Read more on the Kernel page[1]. In particular, the Kernel report[2]. There's also a formal calculus describing them, called the vau calculus[3].
[1]:https://web.cs.wpi.edu/~jshutt/kernel.html
[2]:https://ftp.cs.wpi.edu/pub/techreports/pdf/05-07.pdf
[3]:https://web.archive.org/web/20150224035948/http://www.wpi.ed...
I use C preprocessor macros extensively and don't have the typical dislike for them that many people have - though I clearly understand their limitations and the advantage Scheme macros have over them.
Since learning Kernel, the boundary of "compile time" and "runtime" is more blurry - I can write operatives which behave somewhat like a macro, and I do more "multi-stage" programming, where one operative optimizes its argument to produce something more efficient which is later evaluated - though there are still limitations due to the inability to fully compile Kernel.

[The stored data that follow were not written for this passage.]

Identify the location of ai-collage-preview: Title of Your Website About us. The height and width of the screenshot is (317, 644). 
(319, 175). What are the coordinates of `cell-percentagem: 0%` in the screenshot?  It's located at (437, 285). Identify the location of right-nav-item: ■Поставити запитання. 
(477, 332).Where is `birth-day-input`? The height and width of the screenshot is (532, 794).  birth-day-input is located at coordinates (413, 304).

As one example, I've used a kind of operative I call a "template", which evaluates its free symbols ahead of time but doesn't actually evaluate the body. When we later apply the some operands it replaces the bound symbols with the operands, looking up any symbols to produce an expression which we don't need to immediately evaluate either - but this expression has all symbols fully resolved. This is somewhere between a macro and regular operative.
Consider:
($define! z 10)
($define! @add-z
($template (x y)
(+ x y z)))
In this template `x` and `y` are bound variables and `+` and `z` are free. The template resolves the free symbols and returns an operative expecting 2 operands, effectively providing an operative with the body: ([#applicative: +] x y 10)
When we call the template with the two operands, it resolves any symbols in the arguments and returns the full expression with no symbols present, but it doesn't evaluate the expression yet. > ($let ((x 9)
(y 7))
(@add-z (* x 3) (- y 13)))
([#applicative: +] ([#applicative: *] 9 3) ([#applicative: -] 7 13) 10)

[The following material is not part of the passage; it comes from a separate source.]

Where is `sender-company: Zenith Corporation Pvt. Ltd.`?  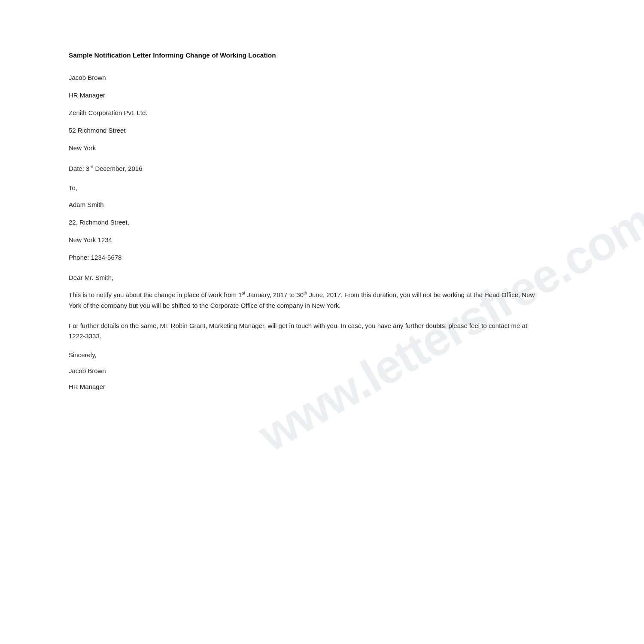
sender-company: Zenith Corporation Pvt. Ltd. is located at coordinates (322, 112).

When we decide to evaluate the expression, no symbol lookup is necessary - it can perform the operation rather quickly, despite the slow interpretation.---
The $template form above isn't too difficult to implement. I've iterated several forms of this - some which only partially resolved the bound symbols, but lost them in a RAID failure. An earlier version which has some issues I still have because I put it online:
($provide! ($template)
($define! $resolve-free-symbols
($vau (params expr) env
($cond
((null? expr) ())
((pair? expr)
(cons (apply (wrap $resolve-free-symbols)
(list params (car expr))
env)
(apply (wrap $resolve-free-symbols)
(list params (cdr expr))
env)))
((symbol? expr)
($if (member? expr params)
expr
(eval expr env)))
(#t expr))))
($define! $resolve-bound-symbols
($vau (params expr) env
($cond
((null? expr) ())
((pair? expr)
(cons (apply (wrap $resolve-bound-symbols)
(list params (car expr))
env)
(apply (wrap $resolve-bound-symbols)
(list params (cdr expr))
env)))
((symbol? expr)
($if (member? expr params)
(eval expr env)
expr))
(#t expr))))
($define! zip
($lambda (fst snd)
($cond
(($and? (null? fst) (null? snd)) ())
(($and? (pair? fst) (pair? snd))
(cons (list (car fst)
(list* (($vau #ignore #ignore list)) (car snd)))
(zip (cdr fst) (cdr snd)))))))
($define! $template
($vau (params body) senv
($let ((newbody
(eval (list $resolve-free-symbols params body) senv)))
($vau args denv
(eval (list $resolve-bound-symbols params newbody)
(eval (list* $bindings->environment
(zip params args))
denv)))))))
---At present the best interpreter is klisp, and the fastest is bronze-age-lisp, which uses klisp - with parts of hand-written 32-bit x86 assembly.
I've been working on a faster interpreter for a number of years as a side project, optimized for x86_64 with some parts C and some parts assembly. It has diverged in some parts from the Kernel report, but still retains what I see are the key ingredients.
My modified Kernel has optional types, and we have operatives to `$typecheck` complex expressions ahead of evaluating them. I intend to go all in on the "multi-stage" aspect and have operatives to JIT-compile expressions in a manner similar to the above template.